A
planned anti-union bill in Michigan isn't being introduced in the state House just yet—because unions went on the offensive rather than waiting to be forced on the defensive. The unions and allied groups are trying to get a measure protecting collective bargaining rights on November's ballot. And because of that:
State Rep. Mike Shirkey, R-Clarklake, who has said he plans to introduce right-to-work legislation in the House, said last week the ballot drive "affects our priorities."
"The No. 1 objective now becomes making sure we defeat that union boss ballot drive," he said.
Yes, "union bosses" like
graduate research assistants at the University of Michigan. They've joined the effort to pass the ballot measure, Josh Eidelson reports, after the state legislature passed a law preemptively declaring them ineligible for union recognition before the state's labor board could rule on whether their work as research assistants counts as employment.
Now, graduate research assistants are in the fun position of simultaneously being students who aren't eligible to join unions at all and "union bosses" whose efforts will be a giant target:
"I think you're going to see every group in town rallying to stop this petition drive," said Charles Owens, state director of the National Federation of Independent Business.
Apparently, according to the National Federation of Independent Business, a group that supports repeal of the estate tax and the Affordable Care Act and donates heavily to Republicans, the unions and ineligible-for-union-representation research assistants and other groups backing the ballot measure don't count as part of "every group in town."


> WHAT TO WORK ON: An exact transcription of every record below is required, with the pictures left out.

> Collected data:
§

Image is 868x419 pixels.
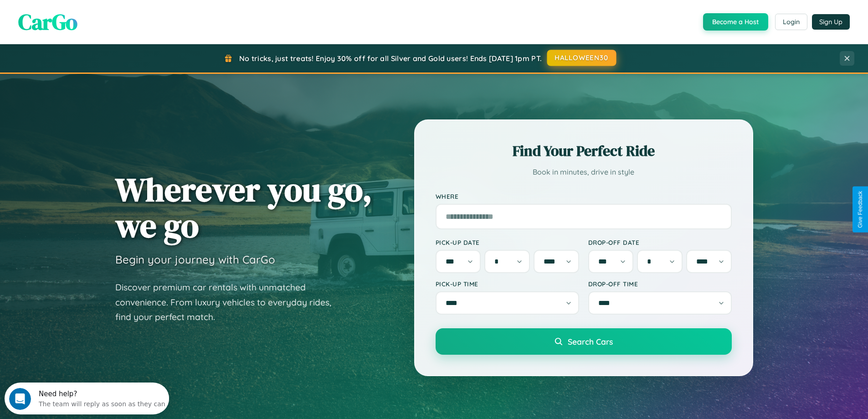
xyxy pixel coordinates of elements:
[34,15,161,24] div: The team will reply as soon as they can
[548,50,617,66] button: HALLOWEEN30
[858,191,864,228] div: Give Feedback
[703,13,769,30] button: Become a Host
[588,280,732,288] label: Drop-off Time
[435,141,732,161] h2: Find Your Perfect Ride
[588,238,732,246] label: Drop-off Date
[4,4,170,29] div: Open Intercom Messenger
[240,53,542,63] span: No tricks, just treats! Enjoy 30% off for all Silver and Gold users! Ends [DATE] 1pm PT.
[435,192,732,200] label: Where
[775,13,808,30] button: Login
[435,238,579,246] label: Pick-up Date
[34,7,161,15] div: Need help?
[115,280,343,324] p: Discover premium car rentals with unmatched convenience. From luxury vehicles to everyday rides, ...
[435,165,732,179] p: Book in minutes, drive in style
[9,388,31,409] iframe: Intercom live chat
[19,7,77,37] span: CarGo
[435,280,579,288] label: Pick-up Time
[568,336,613,346] span: Search Cars
[4,382,169,414] iframe: Intercom live chat discovery launcher
[115,171,372,243] h1: Wherever you go, we go
[812,14,850,30] button: Sign Up
[115,252,275,266] h3: Begin your journey with CarGo
[435,328,732,354] button: Search Cars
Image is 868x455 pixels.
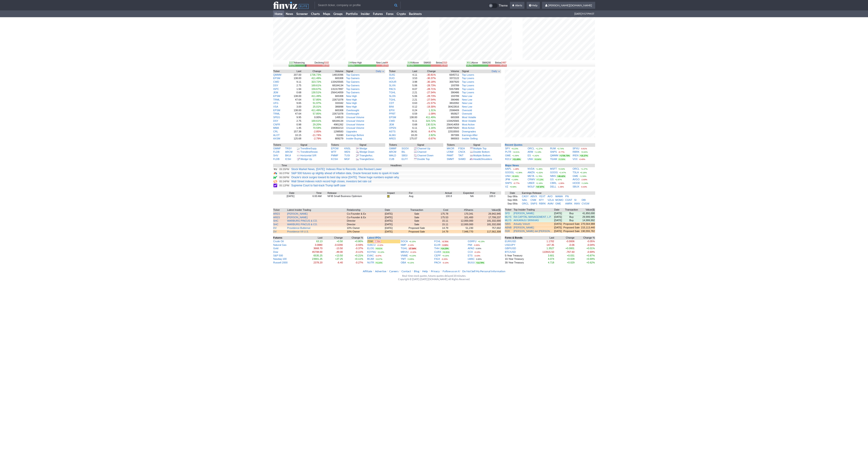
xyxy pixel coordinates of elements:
[285,150,293,153] a: ARCM
[300,154,316,157] a: Horizontal S/R
[389,102,394,105] a: CDT
[273,10,284,17] a: Home
[467,261,474,264] a: BUUU
[273,212,280,215] a: ARES
[447,154,454,157] a: PAMT
[550,157,557,160] a: TEAM
[367,257,374,260] a: BCAR
[273,247,278,249] a: Gold
[346,87,359,90] a: Top Gainers
[574,202,580,205] a: INNV
[367,261,374,264] a: NUTR
[548,195,552,198] a: AVO
[573,182,580,184] a: HOOD
[407,10,423,17] a: Backtests
[522,198,527,201] a: SAIL
[462,112,472,115] a: Oversold
[573,154,578,157] a: IREN
[346,123,364,126] a: Unusual Volume
[389,127,396,129] a: OPEN
[462,94,472,97] a: New Low
[273,87,279,90] a: ISPC
[462,109,472,112] a: Oversold
[422,269,428,273] a: Help
[514,222,530,226] a: Arkadiy Volozh
[462,116,476,119] a: Most Volatile
[467,240,476,242] a: GSRFU
[273,261,288,264] a: Russell 2000
[300,157,312,160] a: Wedge Up
[505,168,511,170] a: AAPL
[344,147,351,150] a: KNSL
[514,219,539,222] a: AKKARAJU SRINIVAS
[462,127,474,129] a: Most Active
[291,172,399,175] a: S&P 500 futures up slightly ahead of inflation data, Oracle forecast looks to spark AI trade
[389,137,396,140] a: ARES
[467,257,474,260] a: LWAC
[367,247,374,249] a: ELOG
[514,226,534,229] a: [PERSON_NAME]
[467,244,472,246] a: PMI
[291,180,372,183] a: Wall Street indexes notch record high closes, investors bet rate cut
[346,116,364,119] a: Unusual Volume
[332,10,344,17] a: Groups
[273,254,283,257] a: S&P 500
[273,74,281,76] a: QMMM
[462,269,505,273] a: Do Not Sell My Personal Information
[505,230,510,232] a: FER
[389,147,397,150] a: GMMF
[346,127,364,129] a: Unusual Volume
[565,198,572,201] a: CGNT
[522,195,529,198] a: CASY
[273,102,278,105] a: UFG
[346,137,362,140] a: Insider Buying
[385,10,395,17] a: Forex
[447,157,454,160] a: SMMT
[548,198,553,201] a: VZLA
[462,91,474,94] a: Top Losers
[542,2,595,9] a: [PERSON_NAME][DOMAIN_NAME]
[346,130,357,133] a: Upgrades
[389,150,396,153] a: ARCM
[550,154,558,157] a: QMMM
[434,247,439,249] a: THH
[505,212,510,214] a: SFD
[346,134,364,137] a: Earnings Before
[573,150,580,153] a: RBRK
[273,154,278,157] a: SHV
[548,4,592,7] span: [PERSON_NAME][DOMAIN_NAME]
[389,134,396,137] a: ALMU
[359,150,374,153] a: Wedge Down
[389,87,395,90] a: PACS
[344,150,350,153] a: WEN
[505,150,511,153] a: PLTR
[273,134,280,137] a: ALOT
[315,2,401,9] input: Search ticker, company or profile
[331,154,338,157] a: PMMF
[300,150,310,153] span: Trendline
[401,244,406,246] a: NMP
[530,195,537,198] a: ABVX
[530,202,537,205] a: SNPS
[462,130,476,133] a: Downgrades
[291,176,400,179] a: Oracle’s stock surges toward its best day since [DATE]. These huge numbers explain why.
[550,150,557,153] a: SNPS
[367,244,376,246] a: SVACU
[322,10,332,17] a: Maps
[300,150,318,153] a: TrendlineResist.
[359,157,375,160] a: TriangleDesc.
[574,10,594,17] span: [DATE] 9:57 PM ET
[395,10,407,17] a: Crypto
[346,102,357,105] a: New High
[527,2,540,9] a: Help
[273,130,278,133] a: CRL
[467,247,474,249] a: APAD
[505,216,511,218] a: MLYS
[417,157,430,160] a: Double Top
[527,171,534,173] a: AMZN
[507,198,517,201] a: Sep 09/b
[359,154,373,157] a: TriangleAsc.
[273,94,280,97] a: EPSM
[527,182,534,184] a: UBER
[273,116,280,119] a: SPEG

§

> TASK ANSWER:
Image is 868x419 pixels.
xyxy pixel coordinates of elements:
[34,15,161,24] div: The team will reply as soon as they can
[548,50,617,66] button: HALLOWEEN30
[858,191,864,228] div: Give Feedback
[703,13,769,30] button: Become a Host
[588,280,732,288] label: Drop-off Time
[435,141,732,161] h2: Find Your Perfect Ride
[588,238,732,246] label: Drop-off Date
[4,4,170,29] div: Open Intercom Messenger
[240,53,542,63] span: No tricks, just treats! Enjoy 30% off for all Silver and Gold users! Ends [DATE] 1pm PT.
[435,192,732,200] label: Where
[775,13,808,30] button: Login
[435,238,579,246] label: Pick-up Date
[34,7,161,15] div: Need help?
[115,280,343,324] p: Discover premium car rentals with unmatched convenience. From luxury vehicles to everyday rides, ...
[435,165,732,179] p: Book in minutes, drive in style
[9,388,31,409] iframe: Intercom live chat
[19,7,77,37] span: CarGo
[435,280,579,288] label: Pick-up Time
[568,336,613,346] span: Search Cars
[4,382,169,414] iframe: Intercom live chat discovery launcher
[115,171,372,243] h1: Wherever you go, we go
[812,14,850,30] button: Sign Up
[115,252,275,266] h3: Begin your journey with CarGo
[435,328,732,354] button: Search Cars
Image is 868x455 pixels.
xyxy pixel coordinates of elements:
[285,150,293,153] a: ARCM
[300,154,316,157] a: Horizontal S/R
[389,102,394,105] a: CDT
[273,10,284,17] a: Home
[467,261,474,264] a: BUUU
[273,212,280,215] a: ARES
[447,154,454,157] a: PAMT
[550,157,557,160] a: TEAM
[367,257,374,260] a: BCAR
[273,247,278,249] a: Gold
[346,87,359,90] a: Top Gainers
[574,202,580,205] a: INNV
[367,261,374,264] a: NUTR
[548,195,552,198] a: AVO
[573,182,580,184] a: HOOD
[407,10,423,17] a: Backtests
[522,198,527,201] a: SAIL
[462,112,472,115] a: Oversold
[573,154,578,157] a: IREN
[346,123,364,126] a: Unusual Volume
[389,127,396,129] a: OPEN
[462,94,472,97] a: New Low
[273,87,279,90] a: ISPC
[462,109,472,112] a: Oversold
[422,269,428,273] a: Help
[514,222,530,226] a: Arkadiy Volozh
[462,116,476,119] a: Most Volatile
[467,240,476,242] a: GSRFU
[273,261,288,264] a: Russell 2000
[300,157,312,160] a: Wedge Up
[505,168,511,170] a: AAPL
[344,147,351,150] a: KNSL
[514,219,539,222] a: AKKARAJU SRINIVAS
[462,127,474,129] a: Most Active
[291,172,399,175] a: S&P 500 futures up slightly ahead of inflation data, Oracle forecast looks to spark AI trade
[389,137,396,140] a: ARES
[467,257,474,260] a: LWAC
[367,247,374,249] a: ELOG
[514,226,534,229] a: [PERSON_NAME]
[467,244,472,246] a: PMI
[291,180,372,183] a: Wall Street indexes notch record high closes, investors bet rate cut
[346,116,364,119] a: Unusual Volume
[332,10,344,17] a: Groups
[273,254,283,257] a: S&P 500
[273,74,281,76] a: QMMM
[462,269,505,273] a: Do Not Sell My Personal Information
[505,230,510,232] a: FER
[389,147,397,150] a: GMMF
[346,127,364,129] a: Unusual Volume
[565,198,572,201] a: CGNT
[522,195,529,198] a: CASY
[273,102,278,105] a: UFG
[346,137,362,140] a: Insider Buying
[385,10,395,17] a: Forex
[447,157,454,160] a: SMMT
[548,198,553,201] a: VZLA
[462,91,474,94] a: Top Losers
[542,2,595,9] a: [PERSON_NAME][DOMAIN_NAME]
[346,130,357,133] a: Upgrades
[389,150,396,153] a: ARCM
[550,154,558,157] a: QMMM
[434,247,439,249] a: THH
[505,212,510,214] a: SFD
[346,134,364,137] a: Earnings Before
[573,150,580,153] a: RBRK
[273,154,278,157] a: SHV
[548,4,592,7] span: [PERSON_NAME][DOMAIN_NAME]
[389,134,396,137] a: ALMU
[359,150,374,153] a: Wedge Down
[389,87,395,90] a: PACS
[344,150,350,153] a: WEN
[505,150,511,153] a: PLTR
[273,134,280,137] a: ALOT
[315,2,401,9] input: Search ticker, company or profile
[331,154,338,157] a: PMMF
[300,150,310,153] span: Trendline
[401,244,406,246] a: NMP
[530,195,537,198] a: ABVX
[530,202,537,205] a: SNPS
[462,130,476,133] a: Downgrades
[291,176,400,179] a: Oracle’s stock surges toward its best day since [DATE]. These huge numbers explain why.
[550,150,557,153] a: SNPS
[367,244,376,246] a: SVACU
[322,10,332,17] a: Maps
[300,150,318,153] a: TrendlineResist.
[359,157,375,160] a: TriangleDesc.
[574,10,594,17] span: [DATE] 9:57 PM ET
[395,10,407,17] a: Crypto
[346,102,357,105] a: New High
[527,2,540,9] a: Help
[273,130,278,133] a: CRL
[467,247,474,249] a: APAD
[505,216,511,218] a: MLYS
[417,157,430,160] a: Double Top
[527,171,534,173] a: AMZN
[507,198,517,201] a: Sep 09/b
[359,154,373,157] a: TriangleAsc.
[273,94,280,97] a: EPSM
[527,182,534,184] a: UBER
[273,116,280,119] a: SPEG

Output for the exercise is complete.